The Corner

Educating Derb

Many, many thanks to all those readers who have attempted to improve my

understanding of economics. If I am ever again invited to compare

Portuguese productivity of wine with British productivity of wheat, I shall

run screaming from the room.

I am sorry to say, though, that I am now more skeptical of Free Trade than I

was when we started.

I do see the point of comparative advantage, and the force of the large

general argument. However, it seems to me that the virtue of the thing is

so smothered in secondary factors as to render it wellnigh meaningless.

If country A has labor unions and country B doesn’t, can their trade be

“free”? If country A has a huge, avaricious and unscrupulous trial-lawyer

industry sucking the blood from its industries and country B doesn’t, can

they have “free trade”? If country A has a vast welfare state, minimum-wage

provisions, and generous unemployment benefits, and country B has none of

the above, only extended-family mutual support, is “free trade” really free?

How about a country like China, that makes extensive use of unpaid slave

labor (i.e. in prisons and labor camps) to supplement its manufacturing

prowess? Can we have “free trade” with them? Can we have truly “free

trade” with a nation like Mexico, where a racial elite maintains its wealth

and privileges via institutionalized corruption and illegality? I am

unconvinced. Applying free trade to the actual world looks to me a lot like

applying Newtonian mechanics-in-a-vacuum to the movement of objects

underwater.

These negative impressions were reinforced when I consulted a friend whose

intellect I mightily respect. He:

“The theory of free trade has never been contradicted by history. As we all

know, the tremendous growth of the American economy in the 19th Century was

due

to Alexander Hamilton’s insistence that free trade be the absolute

cornerstone of our economic policy. Similarly, Bismarck’s insistence on zero

tariffs led

to outnumbered Germany almost conquering Europe in WWI with its free

trade-nourished industrial might.

“In contrast, Britain’s sad, slow economic decline after 1846 was due to its

rejection of its traditional free trade policy in that year and institution

of

protectionism.

“Oh, wait a minute… Those were the policies of America, Germany, and

Britain in the Bizarro reverse world. Never mind…”

John Derbyshire — Mr. Derbyshire is a former contributing editor of National Review.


Work item:
Transcribe exactly, and only, the lines from the one with "What do you see at coordinates (536, 124)" through the end of the records below, including both of those lines. Skip all pictures.

Data excerpts:
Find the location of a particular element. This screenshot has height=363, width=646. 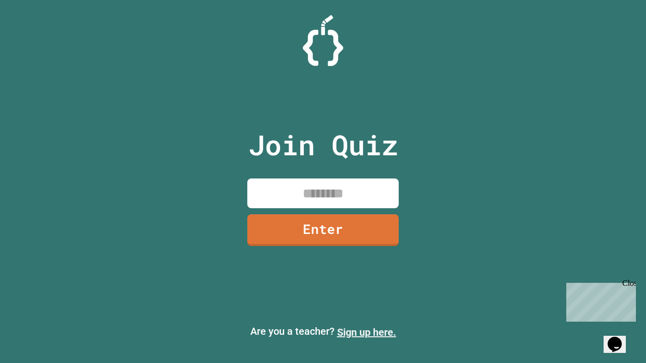

p: Are you a teacher? is located at coordinates (323, 332).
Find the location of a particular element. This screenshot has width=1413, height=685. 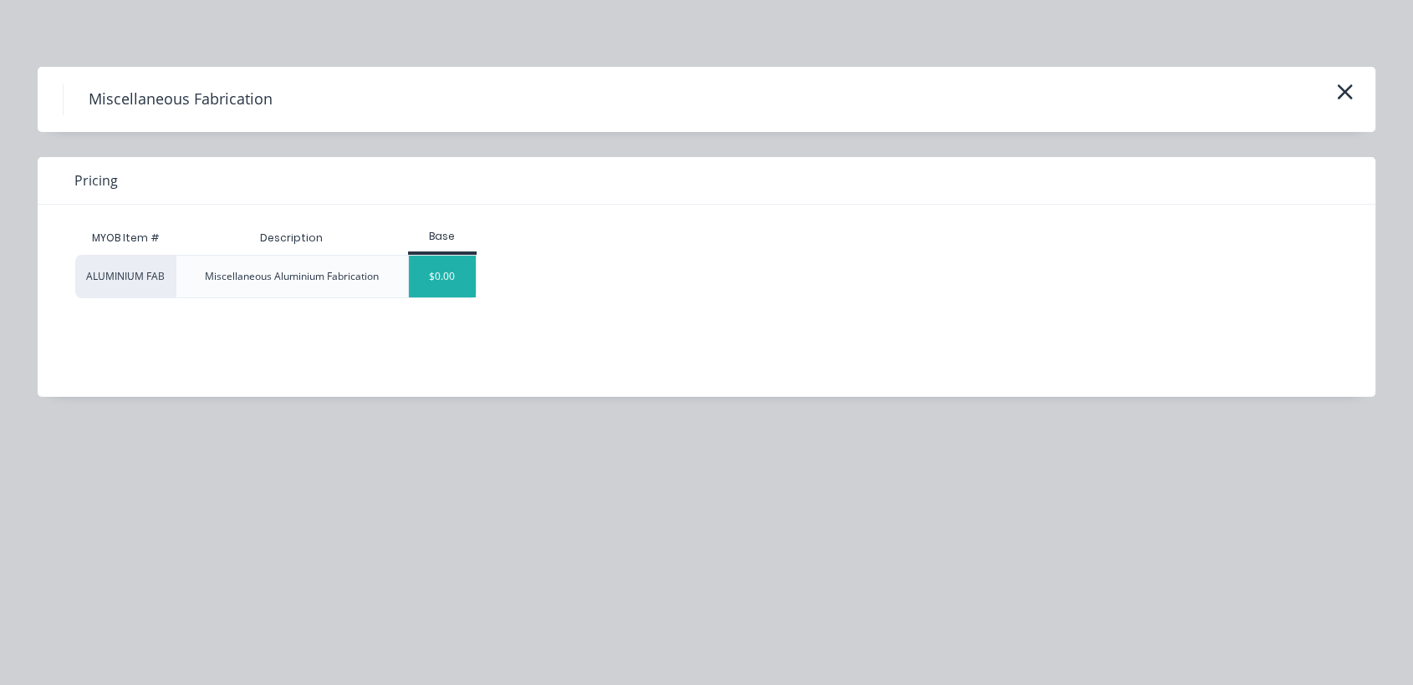

div: ALUMINIUM FAB is located at coordinates (125, 277).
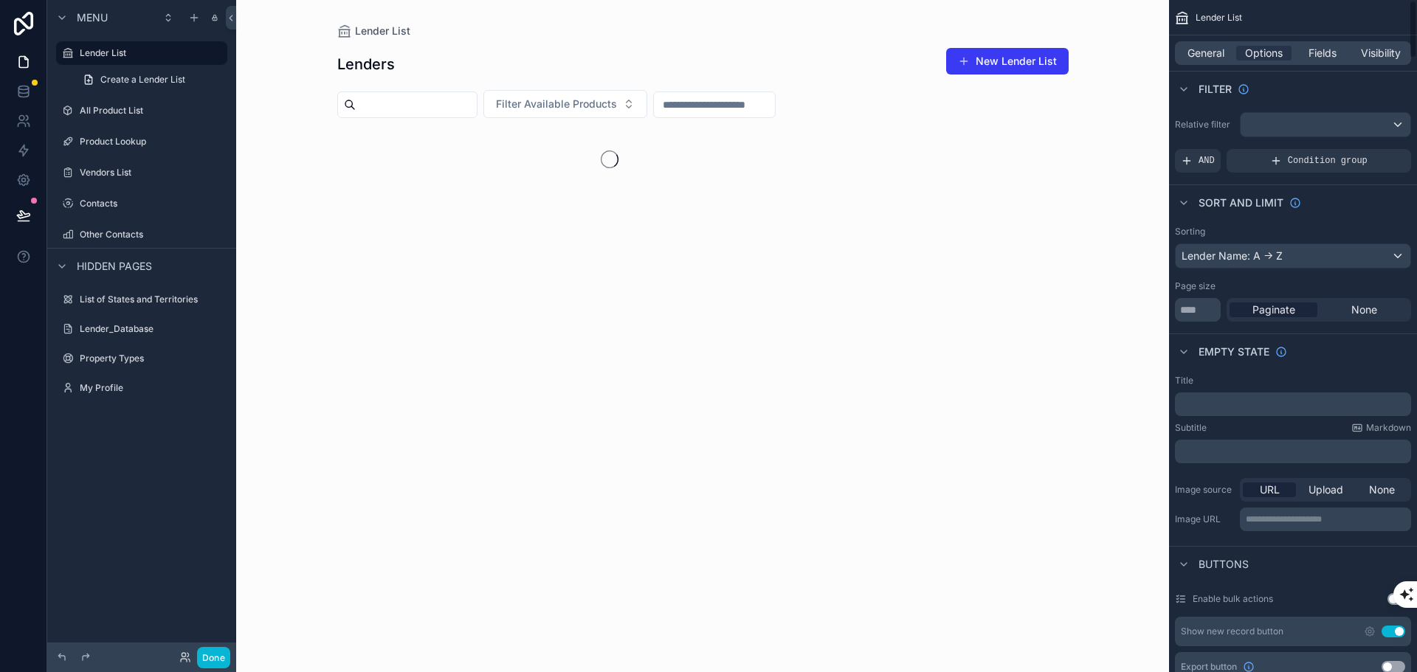  What do you see at coordinates (1219, 18) in the screenshot?
I see `span: Lender List` at bounding box center [1219, 18].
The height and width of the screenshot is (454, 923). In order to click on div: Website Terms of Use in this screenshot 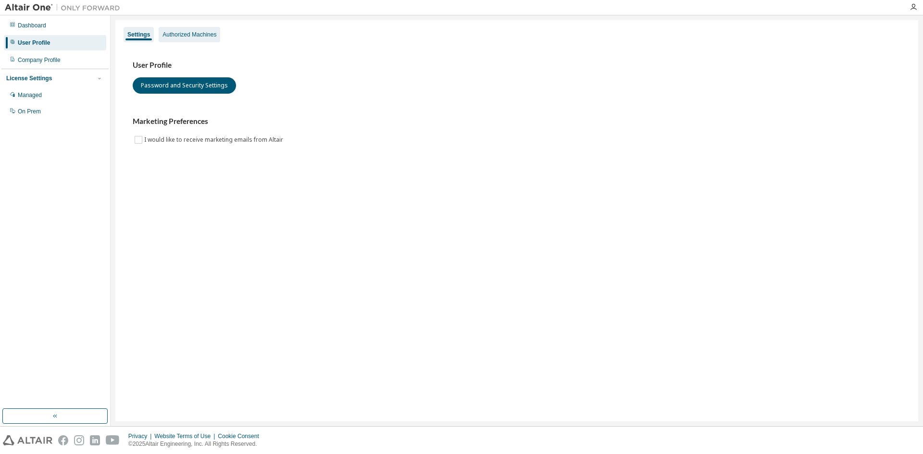, I will do `click(186, 436)`.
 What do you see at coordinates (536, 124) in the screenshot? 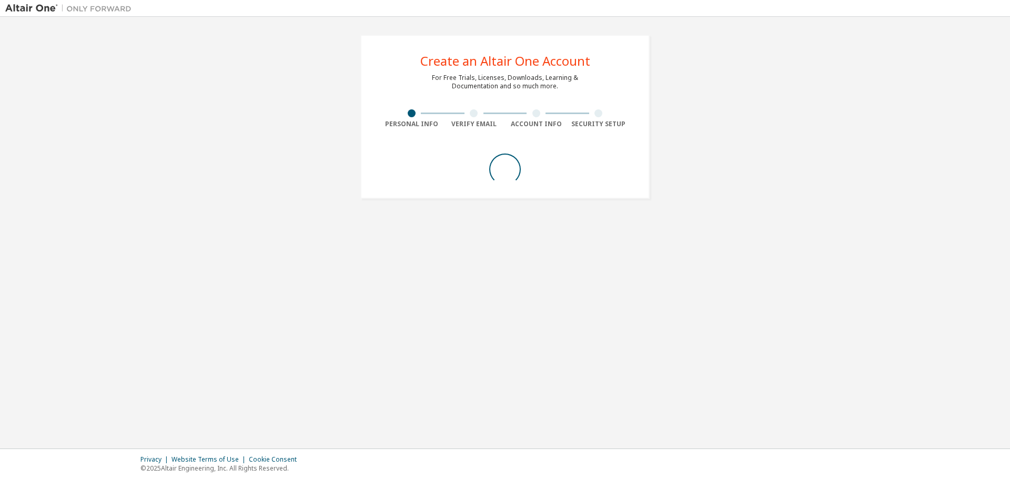
I see `div: Account Info` at bounding box center [536, 124].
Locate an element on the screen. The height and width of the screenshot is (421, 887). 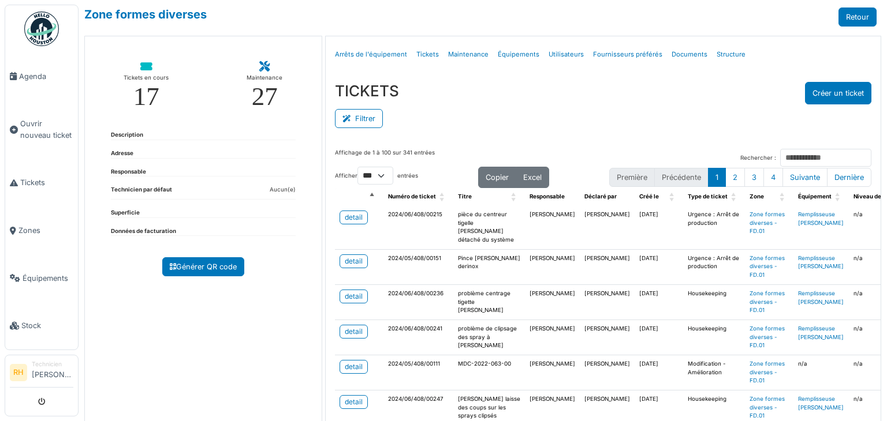
dt: Technicien par défaut is located at coordinates (141, 192).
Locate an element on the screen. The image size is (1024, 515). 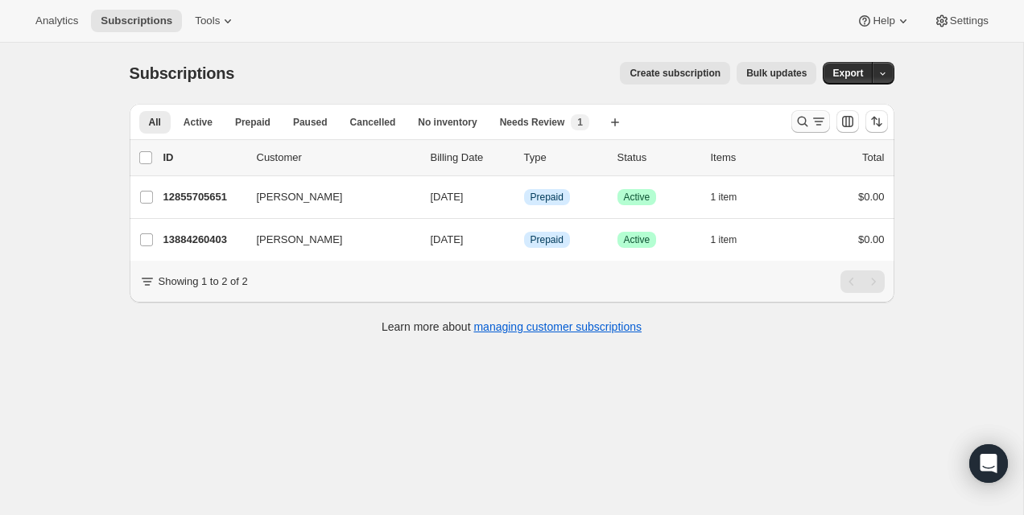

Response to the task:
 What do you see at coordinates (536, 124) in the screenshot? 
I see `div: Account Info` at bounding box center [536, 124].
Locate an element on the screen. The height and width of the screenshot is (421, 887). 
dt: Technicien par défaut is located at coordinates (141, 192).
Locate an element on the screen. The image size is (1024, 515). 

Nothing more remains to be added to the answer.